Nissan Ariya France Adventure (Jon Reay)Now I’m not saying I make all my holiday plans around proving people wrong, but three months on I seem to have found myself driving an Ariya off a Eurotunnel train in Calais. The plan is pretty simple: head down to the motor racing Mecca of Le Mans, pop into Paris for a box of macarons on the way home, and be back in time for Emmerdale. What could be simpler?
Well, doing it in a petrol car, presumably. Our Ariya of choice – a four-wheel-drive, e-4ORCE model with an 87kWh battery – should be able to do the 260-mile jaunt from Calais to Le Mans without stopping. But 40 spare miles of electricity doesn’t leave much margin for error, so we’ve planned in a charging break halfway.
Two hours of gloriously smooth French toll roads later, we stop near Nantes to recharge our batteries: the car with electricity, and me with frangipane. If you thought France’s service station deli counters were a thing of brilliance, the Ariya is already being pampered just as much. This particular Total-branded site is brand new, meticulously clean, and – just like their regular petrol station next door – designed with proper queueing in mind.
Nissan Ariya France Adventure (Jon Reay)Not that there was any need for that: we’re the only ones there, helpfully protected by the overhead canopy as a thunderstorm rolls in above us. Toto, I don’t think we’re in Clackett Lane anymore.
40 minutes and no charging dramas later, we’re on the road again. Not that, at times, it feels like that: once you settle in to the Ariya, the interior starts to feel more first class Emirates cabin than car.
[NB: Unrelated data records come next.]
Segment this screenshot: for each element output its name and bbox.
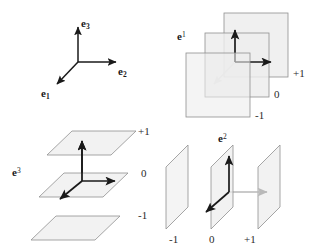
- label-e2-basis: e2: [118, 66, 127, 78]
- plane-e3-zero: [39, 173, 128, 197]
- label-e3-basis: e3: [81, 18, 90, 30]
- level-label-e1-minus1: -1: [255, 110, 264, 121]
- panel-dual-e3: [31, 131, 136, 240]
- level-label-e3-zero: 0: [141, 168, 147, 179]
- label-e1-basis: e1: [41, 88, 50, 100]
- panel-dual-e2: [166, 145, 280, 229]
- level-label-e1-plus1: +1: [293, 68, 305, 79]
- figure-root: e3 e2 e1 e1 +1 0 -1 e3 +1 0 -1 e2 -1 0 +…: [0, 0, 322, 252]
- plane-e3-minus1: [31, 216, 120, 240]
- plane-e3-plus1: [47, 131, 136, 155]
- axis-e1-arrow: [57, 62, 78, 84]
- label-dual-e1: e1: [177, 31, 186, 42]
- plane-e2-plus1: [258, 145, 280, 229]
- level-label-e3-plus1: +1: [138, 126, 150, 137]
- plane-e1-minus1: [186, 53, 250, 117]
- figure-canvas: [0, 0, 322, 252]
- plane-e2-minus1: [166, 145, 188, 229]
- panel-basis-triad: [57, 27, 116, 84]
- level-label-e1-zero: 0: [274, 89, 280, 100]
- label-dual-e3: e3: [12, 167, 21, 178]
- panel-dual-e1: [186, 13, 288, 117]
- level-label-e3-minus1: -1: [138, 210, 147, 221]
- label-dual-e2: e2: [218, 133, 227, 144]
- level-label-e2-minus1: -1: [169, 234, 178, 245]
- level-label-e2-plus1: +1: [244, 234, 256, 245]
- level-label-e2-zero: 0: [209, 234, 215, 245]
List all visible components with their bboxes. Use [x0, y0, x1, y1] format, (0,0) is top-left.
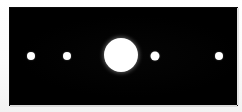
satellite-disc — [151, 52, 160, 61]
primary-body-disc — [104, 38, 138, 72]
plate-edge-right — [237, 8, 239, 105]
satellite-disc — [63, 52, 71, 60]
observation-plate — [10, 8, 237, 105]
image-viewer: Astronomical Observation Frame — [0, 0, 242, 112]
satellite-disc — [215, 52, 223, 60]
plate-edge-bottom — [10, 105, 237, 107]
satellite-disc — [27, 52, 35, 60]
There’s thick, shag-pile floor mats to bury your feet into, enormous armchair-like front seats, and even a centre console that electrically moves back and forwards.
The dashboard is more unusual still: a solid piece of wood-effect material that runs from one side of the car to the other, it’s more like staring at a G-Plan sideboard than a normal car interior. It’s all very open-plan, too: because Nissan hasn’t hemmed in driver and front passenger with a normal, immovable centre console, you’re free to stretch your legs in (almost) any direction you choose.
Nissan Ariya France Adventure (Jon Reay)When sat on the monotonously straight motorways of Northern France, this focus on relaxation all pays dividends, and so we arrive at our hotel in Le Mans surprisingly fresh. Truth be told, the Ariya probably would’ve made for a more comfortable place to sleep too.
A successful overnight charge left our car ready for morning touring the sights of Le Mans – naturally including a stop-off at the track that bears its name. Soon though, the real challenge for the Ariya beckoned: the drive to, and through the centre of, Paris.
Once again, this day’s 129 mile jaunt should be well within the reach of the Ariya’s 310 mile range – and it is. But I want to get intimately acquainted with France’s rapid charging network, to see if you could you rely on it for trips further afield.
Nissan Ariya France Adventure (Jon Reay)The evidence stacking up so far seems to suggest so. Half way to Paris, and picking a motorway services almost at random, we arrive at a bank of Ionity chargers. Expecting – as is customary in the UK – a bit of a fight to get any charging to happen, I cracked out our Octopus Electroverse card to see if that would speed up the process.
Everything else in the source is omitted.